Back in September I wrote a blog of my favorite RMIS reports. I’ve been meaning to write its sequel on report hygiene for some time…and that time is now.
Your report module is going to get messy! EVERY client has this problem. Despite my best efforts (and the efforts of your administrators), there doesn’t seem to be a way to avoid this pitfall. At the final reports training for every implementation, I have the ‘report hygiene talk’. I talk about best practices. But inevitably there is a pile-up of ‘Test’, ‘Test1’, ‘Test for Barry’ etc. reports that clog things up and probably should have been deleted, but weren’t. 2 reports created * 10 users * 5 years = 100 reports. I have yet to meet a client that has only 2 reports per user. At some point you will click on your reports module and sigh a deep sigh. Here’s hoping today’s post will provide a few solutions for you!
Let’s walk through best practices and then talk about report culling!
Best practices:
Naming convention best practice– give your report a meaningful name. And even though you love your name, that is not a meaningful name for a report. You don’t have to be verbose, just descriptive of what the report will display. I don’t recommend you reference a specific date (from 2/15/2022 on), since you may change your selection criteria and have a discrepancy between the name and what the report delivers. To help you out here are some examples:
- New incidents this week
- Large losses (ok)… Losses over 100k (better)… Open WC losses over 100k (best)

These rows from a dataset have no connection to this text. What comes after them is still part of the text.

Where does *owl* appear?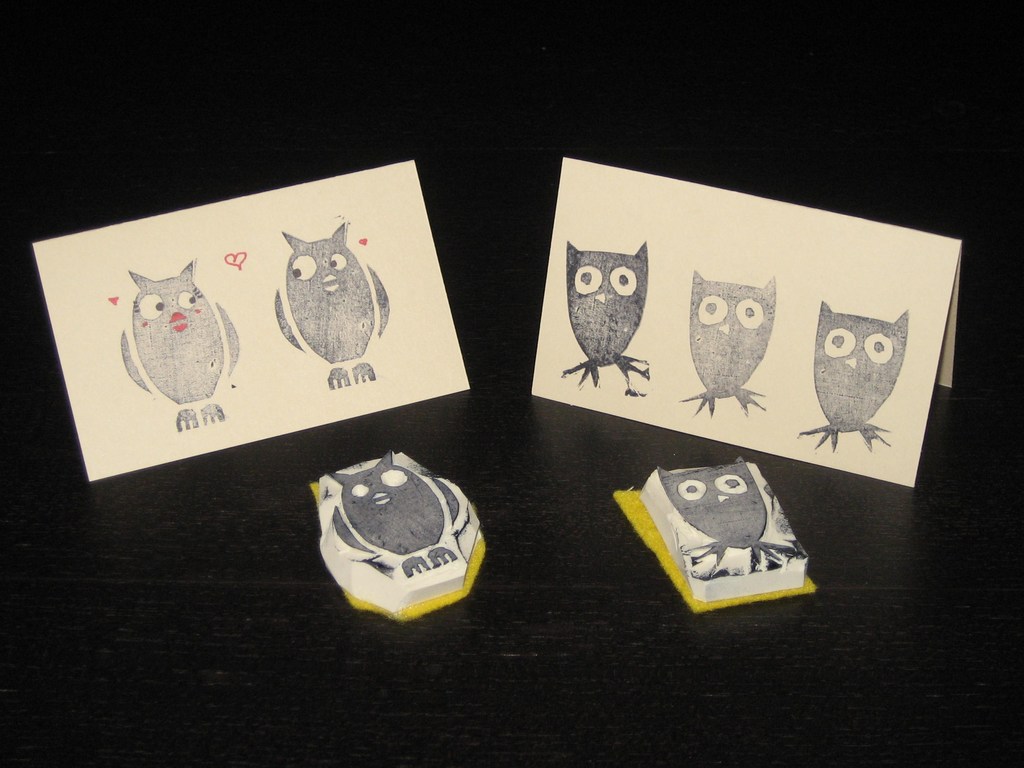
Appears at 646/461/804/581.
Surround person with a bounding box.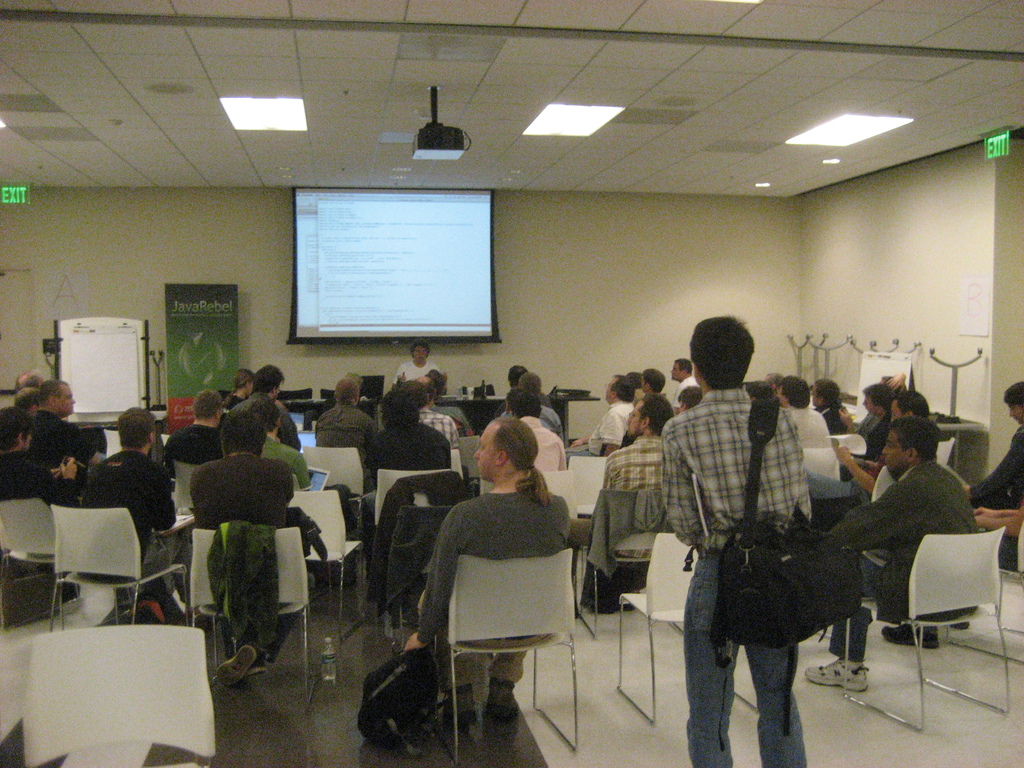
BBox(392, 342, 444, 394).
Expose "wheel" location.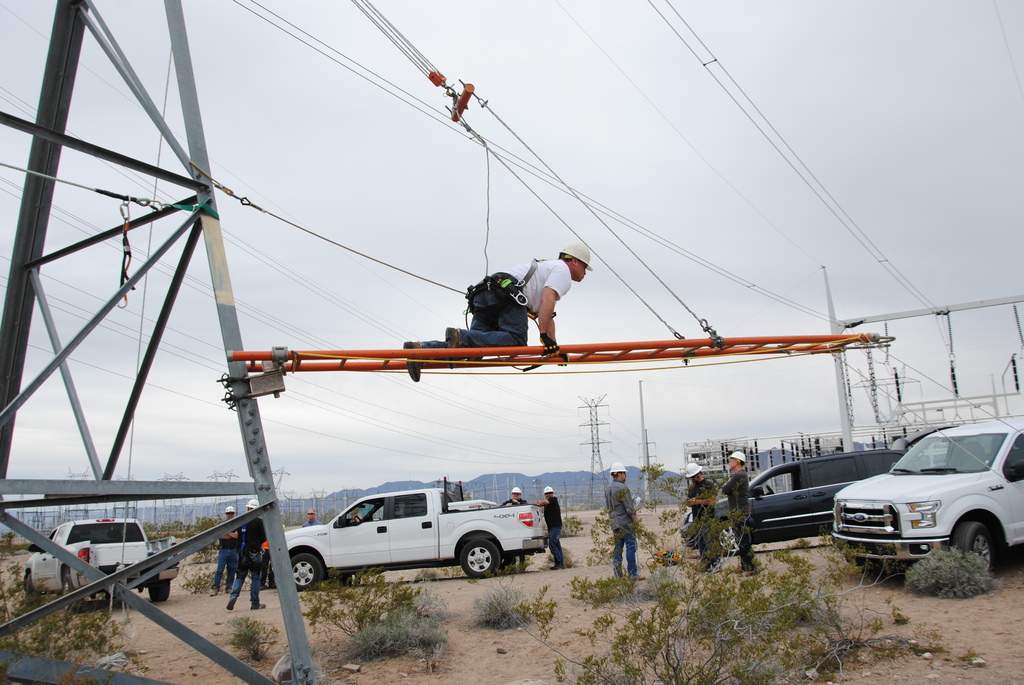
Exposed at 716:519:752:557.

- GL claims closed this year
- WC triangle for Actuary
- Claims by Body Part – last 5 years
- WC OSHA recordable missing
- List of all Fatality claims by Year
- Policies expiring this year
Tagging best practice: tag your report a meaningfully. Tagging a report has been around since day 1 of Origami. I presume every RMIS has this feature. If not, then move on. It’s a great feature to quickly sift through your reports. The same logic as above applies but tags have to be shorter. I’d recommend you don’t tag ‘Mary’ because one day Mary may win the lottery and Susie will have to either always use reports tagged Mary or go through and retag Mary’s reports to Susie. Plus there may be more than one Mary, so you end up with a mishmosh of Mary Smith’s and Mary Pickering’s reports. Best practice would be tag with either a frequency if you’re a smaller operations (Annual, Quarterly) or by report audience (Accounting, Actuary, CFO)

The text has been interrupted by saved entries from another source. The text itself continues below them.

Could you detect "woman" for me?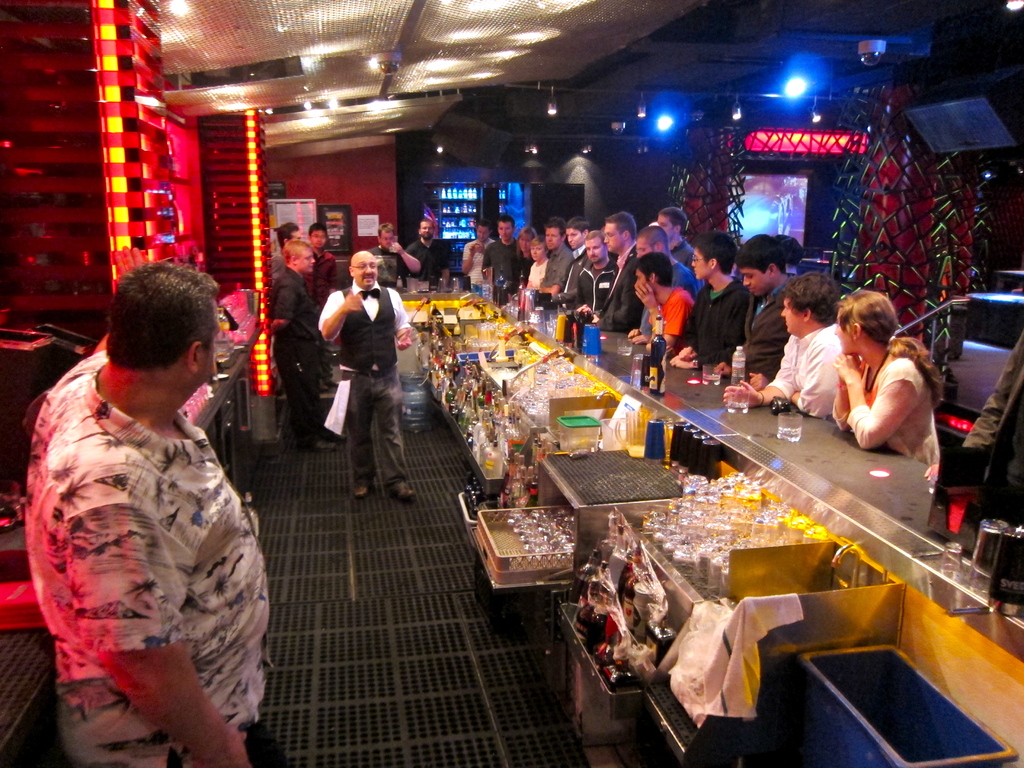
Detection result: detection(516, 226, 536, 287).
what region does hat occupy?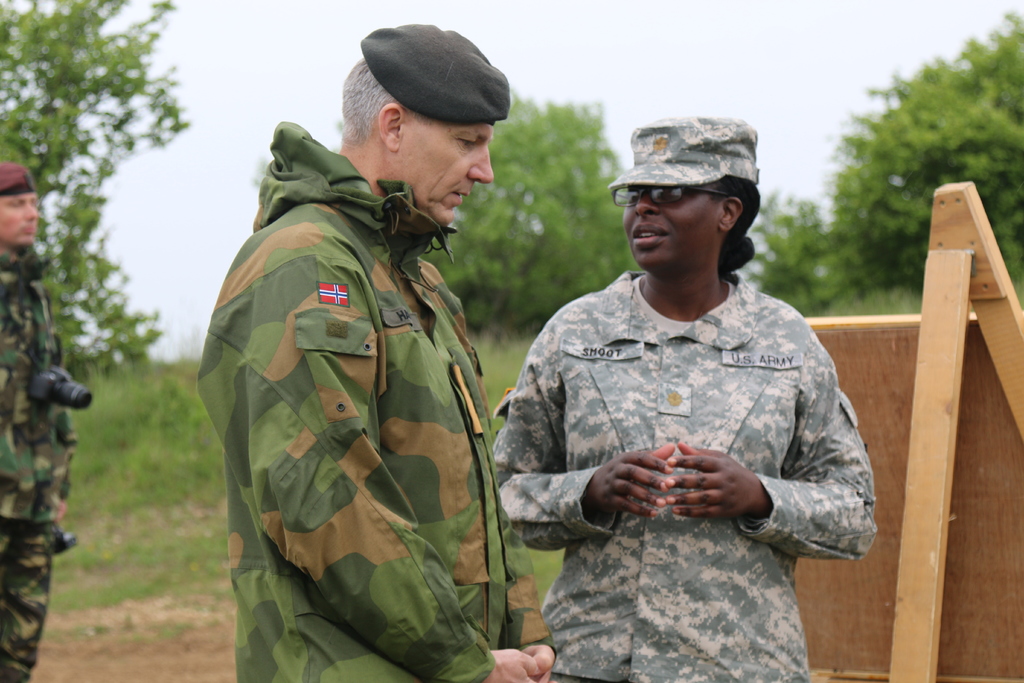
607, 115, 762, 189.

Report folder best practice: Commit to using and …you guessed it, name meaningfully. Report folders in Origami allow for additional security around reports. I’m pretty sure Riskonnect has the same feature. I’ll double check with my Ventiv friends.
Report Culling:
I recommend an annual culling of reports, but if your operation is larger, you may want to cull your reports more frequently (say quarterly). Notify your user that you’re going to be cleaning up reports – that they should delete their own but you will also be deleting. Every system stores a last run by date, so start with the easy and delete reports that haven’t been run in a year (as long as they aren’t in your Annual folder list). Next I’d look at any reports that haven’t been run in 6 months…not to flat out delete but confirm they are in use. Then I’d jump to reports created in the past month and search for any with ‘Test’ in their name. Don’t do anything more than that and you’ll slowly get your report module spiffy.
And…should you have a user that wins the lottery and decides to leave your organization, add a step to review their private reports and report schedules before their last day.